2.01.2005

listening to: "roads" by portishead

OF REPENTANCE "Others form man; I only report him: and represent a particular one, ill fashioned enough, and whom, if I had to model him anew, I should certainly make something else than what he is: but that's past recalling. Now, though the features of my picture alter and change, 'tis not, however, unlike: the world eternally turns round; all things therein are incessantly moving, the earth, the rocks of Caucaus, and the pyramids of Egypt, both by the public motion and their own. Even constancy itself is no other but a slower and more languishing motion. I cannot fix my object; 'tis always tottering and reeling by a natural giddiness: I take it as it is at the instant I consider it.

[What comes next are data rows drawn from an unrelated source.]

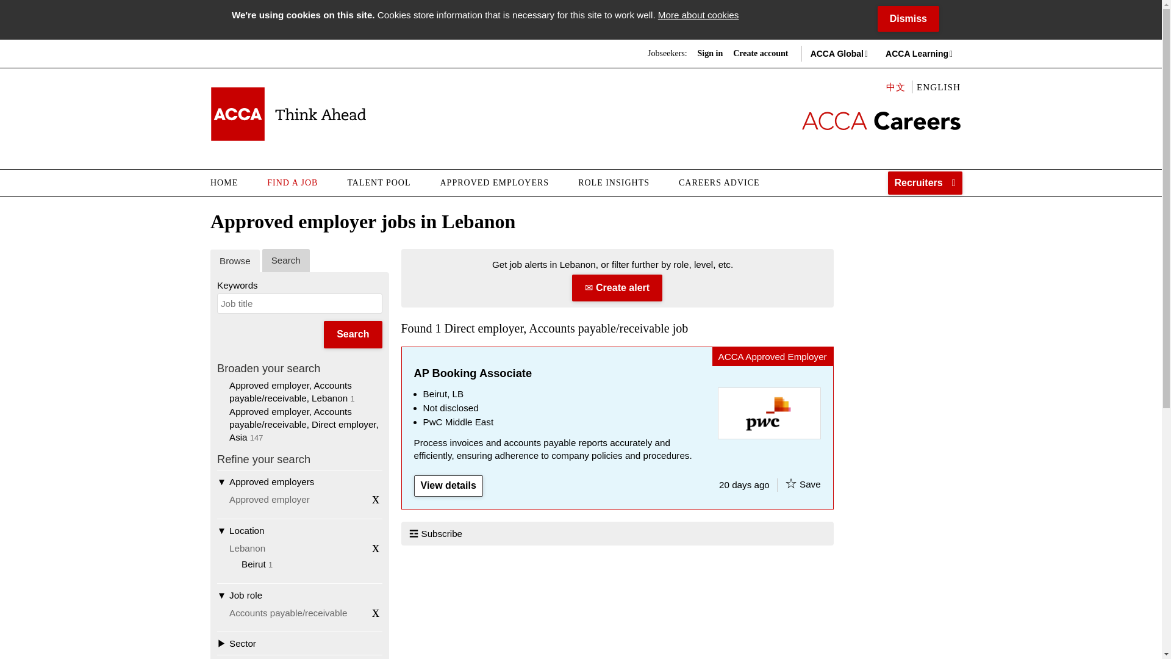 The image size is (1171, 659). I want to click on Remove selection, so click(376, 612).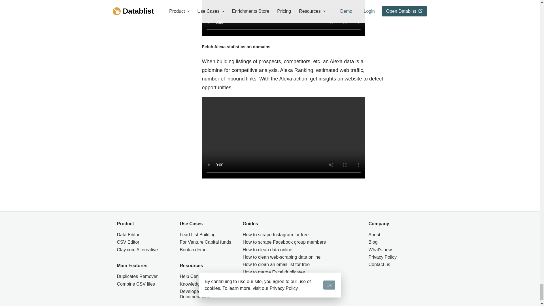  Describe the element at coordinates (144, 242) in the screenshot. I see `CSV Editor` at that location. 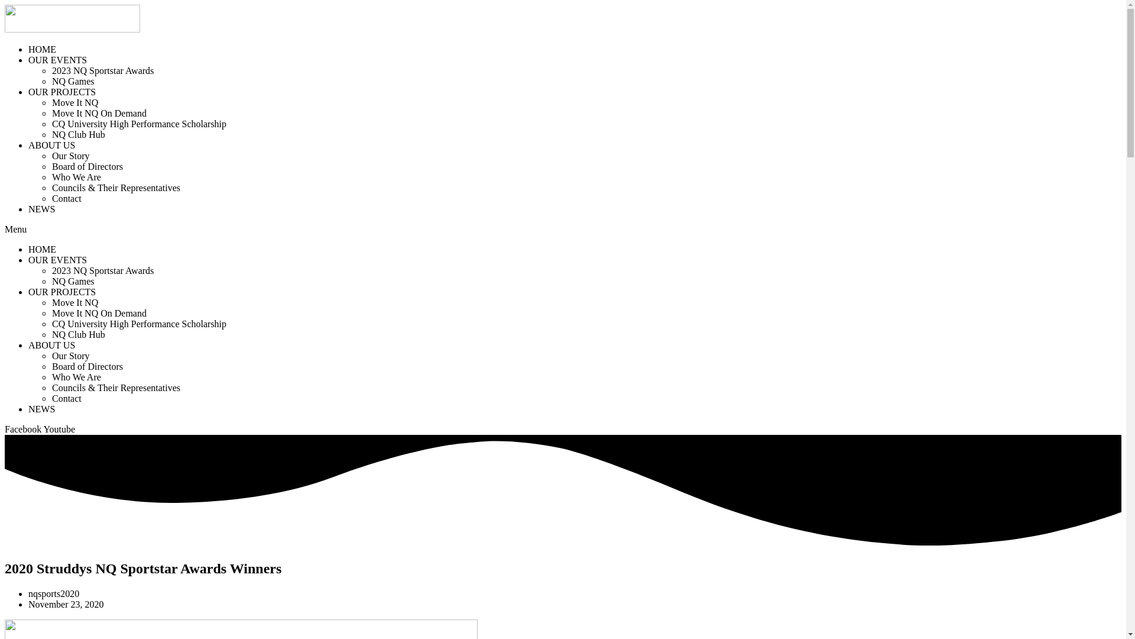 I want to click on NEWS, so click(x=41, y=409).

I do not paint its being, I paint its passage, not a passing from one age to another, or, as the people say, from seven to seven years, but from day to day, from minute to minute. I must accomodate my history to the hour: I may permanently change, not only by fortune, but also by intention. 'Tis a counterpart of various and changeable accidents, and of irresolute imaginations, and as it falls out, sometimes contrary, whether it be that I am then another self, or that I take subjects by other circumstances and considerations: so it is, that I may peradventure contradict myself, but, as Demades said, I never contradict the truth. Could my soul once take footing, I would not essayer out resolve: but it is always learning and making trial. I propose a life ordinary and without luster: 'tis all one; all moral philosophy may as well be applied to a common and private life, as to one of richer composition: every man carries the entire form of human condition. Authors communicate themselves to the people by some especial and extrinsic mark: I, the first of any, by my universal being; as Michel de Montaigne, not as a grammarian, a poet, or a lawyer. If the world find fault that I speak too much of myself, I find fault that they do not so much as think of themselves."